During the night the barque stood off and on at several miles’ distance from the shore, and with the earliest light of morning ran close in.
There was no port nor town. Not even a house was in sight. The land was low, scarce rising above the sea-level, and appeared to be covered with a dense forest to the water’s edge. There was neither buoy nor beacon to direct the course of the vessel, but, for all that, the captain knew very well where he was steering to. It was not his first slaving expedition to the coast of Africa nor yet to the very port he was now heading for. He knew well where he was going; and, although the country appeared to be quite wild and uninhabited, he knew that there were people who expected him not far off.
One might have fancied that the Pandora was about to be run ashore, for, until she was within a few cables’ length of the beach, neither bay, nor landing-place presented itself to our view, and no orders had been given to drop anchor. It is true that most of her sails had been hauled down, and she was moving but slowly through the water, but still fast enough to strike with violence if permitted to approach much nearer.
Several of the crew, who were on their first voyage to this coast, began to express their surprise; but they were laughed at by the older hands who had been there before.
All at once the surprise was over. A little wooded point was rounded, and the line of the beach—which but the moment before had appeared continuous—was now seen to be broken by a long, narrow reach of water, that ran far back into the land.
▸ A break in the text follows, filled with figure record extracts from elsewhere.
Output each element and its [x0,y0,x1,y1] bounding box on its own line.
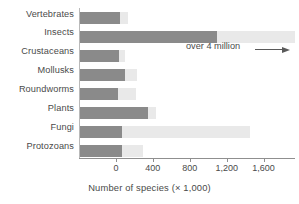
category-label-roundworms: Roundworms [0,84,74,94]
x-tick [190,158,191,162]
x-tick-label: 400 [145,163,160,173]
x-tick [153,158,154,162]
x-tick [116,158,117,162]
x-tick [227,158,228,162]
x-axis-line [79,158,295,159]
x-tick-label: 1,200 [215,163,238,173]
y-axis-line [79,8,80,158]
bar-value [79,145,122,157]
bar-value [79,88,118,100]
arrow-right-icon [255,46,291,53]
category-label-vertebrates: Vertebrates [0,9,74,19]
category-label-crustaceans: Crustaceans [0,46,74,56]
x-tick-label: 0 [113,163,118,173]
bar-value [79,12,120,24]
x-tick [264,158,265,162]
category-label-insects: Insects [0,27,74,37]
plot-area [79,8,295,158]
category-label-mollusks: Mollusks [0,65,74,75]
category-label-plants: Plants [0,103,74,113]
annotation-over-4-million: over 4 million [186,41,240,51]
bar-value [79,107,148,119]
x-tick-label: 1,600 [252,163,275,173]
x-tick-label: 800 [182,163,197,173]
bar-value [79,126,122,138]
category-label-fungi: Fungi [0,122,74,132]
species-bar-chart: Vertebrates Insects Crustaceans Mollusks… [0,0,299,204]
bar-value [79,50,119,62]
bar-value [79,69,125,81]
category-label-column: Vertebrates Insects Crustaceans Mollusks… [0,0,74,160]
category-label-protozoans: Protozoans [0,141,74,151]
x-axis-title: Number of species (× 1,000) [0,182,299,193]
It proved to be the mouth of a small but deep river; and, without reconnoissance or hesitation, the barque entered across its bar, and, standing up stream, came to anchor about a mile inland from the sea.
Opposite to where we had anchored I could perceive a strangely-built hut standing near the bank, and another and larger one further back, and partially screened by the trees. In front of the former, and close to the water’s edge, was a group of dark-looking men, making some signals which were answered by the mate of the Pandora. Other men were down in a long canoe that was riding upon the water, and some were getting into it, as if about to be rowed out to us.
I saw the palms upon the bank—they were the first trees of this kind I had ever seen growing, but I easily recognised them by the pictures I had seen in books. There were other large trees, not less singular in their appearance, and differing altogether from the kinds I had been accustomed to look upon at home; but my attention was soon drawn from the trees by observing that the men in the canoe had parted from the shore and were paddling towards us.
The river was not over two hundred yards in width, and as the barque was anchored about midway, of course the canoe had not far to come. In a few seconds it was alongside, and I had a fair and full view of its dusky rowers.
As I regarded them the reflection passed through my mind, that if these were a fair specimen of their countrymen, the less acquaintance with them the better; and I could now comprehend the remark of Brace, that to desert from the ship on the African coast would be sheer madness. “Bad,” said he, “as are these fellows on board the Pandy, still they have white skins and something human about them; but as for the rascals we are to meet over yonder they are devils, both soul and body—you shall see ’em, my boy, and judge for yourself.” These remarks my patron had made some days before, when we were talking of our intention to escape; and as I looked into that long canoe, and scanned the faces of the half-score of men that sat within it, I was forcibly struck with the truthfulness of the assertion. A more ferocious set of men I never looked upon—very devils did they appear!
There were eleven of them in all, and most of them were as black as shoe-leather, though there was a variety of colour, from jet-black to a bad tawny-yellow. It was evident they were not all of one race, for there is scarcely any part of the western coast of Africa where there is not an admixture of different races,—arising, no doubt, from the long-continued slave-traffic between the coast and the interior. If these eleven gentlemen differed slightly in colour, there were other points in which they differed not at all. All of them had thick lips, beetle-brows, short kinky wool upon their heads, and the most ferocious and brutal expression upon their faces. Eight out of the eleven were naked as at the hour of their birth, with the exception of a narrow swathing of cotton cloth around their hips and thighs. These eight used the paddles, and I could perceive that they had spears and old muskets in the boat beside them. The other three were of superior class. Two of them were better clad than the eight rowers—but no better looking—while the third presented to the eye an aspect at once so hideously tierce, and yet so ludicrous, that it was difficult to determine whether you ought to laugh at or to fear him.